The Graduate Center Library invites you to take a sneak peek at the Graduate Center’s brand new open access repository, Academic Works:

Snapshot of Graduate Center Academic Works
The Graduate Center’s new open access institutional repository: Academic Works

So far, Academic Works includes only a small handful of publications, but soon it will be teeming with articles, book chapters, conference papers, dissertations, master’s theses, and other scholarly and creative works by Graduate Center faculty, students, and staff. (Look for the dissertations and theses of February 2014 graduates to appear soon!) Curious what a thriving open access institutional repository looks like? Prowl around UMass Amherst’s ScholarWorks, University of California’s eScholarship, or Digital Commons @ University of Nebraska-Lincoln.

To clarify a commonly confused point: Only the GC community will be able to upload works to GC’s Academic Works. But everyone everywhere will be able to access and download them (those that aren’t embargoed, anyway).

We’re still finalizing the site and instructions, but if you’re a Graduate Center faculty member, you’re welcome to start submitting your scholarly and creative works to the repository! (We’re doing a phased launch, and for self-submissions we’re starting with faculty only. But it will be ready to accept GC student self-submissions in the near future. Dissertations and theses will go into the repository in batches after graduation, not via self-submission.) Contact Jill Cirasella, Associate Librarian for Public Services and Scholarly Communication, to learn more.

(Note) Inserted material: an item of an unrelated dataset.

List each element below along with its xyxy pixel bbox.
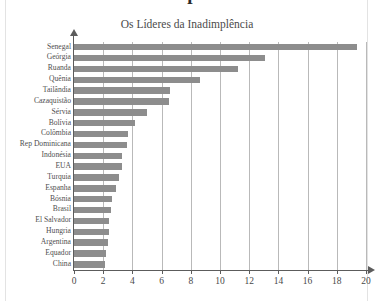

To the broader CUNY community: The rest of CUNY will be launching an institutional repository in the near future. So if you’re at CUNY but not affiliated with the Graduate Center, you’ll have a repository of your own soon!

Creative Commons Hires New CEO

ryanmerkley1-full
CC0

Ryan Merkley is the new CEO of Creative Commons.

Creative Commons plays a huge role in the world of OER. Merkley’s focus, for now, seems to be on making Creative Commons content more accessible. From The New York Times:

Still, one of the principal challenges for the organization is to keep tabs on its licensees, Mr. Merkley said. The 500 million total “is an estimate, not an actual number,” he said. “It is hard to track them.”

That technical problem, he said, speaks to a larger concern: how to organize Creative Commons content so that the public can easily find and use it in their own projects.

It’ll be interesting to see how Merkley’s outreach on behalf of Creative Commons translates to OER exposure.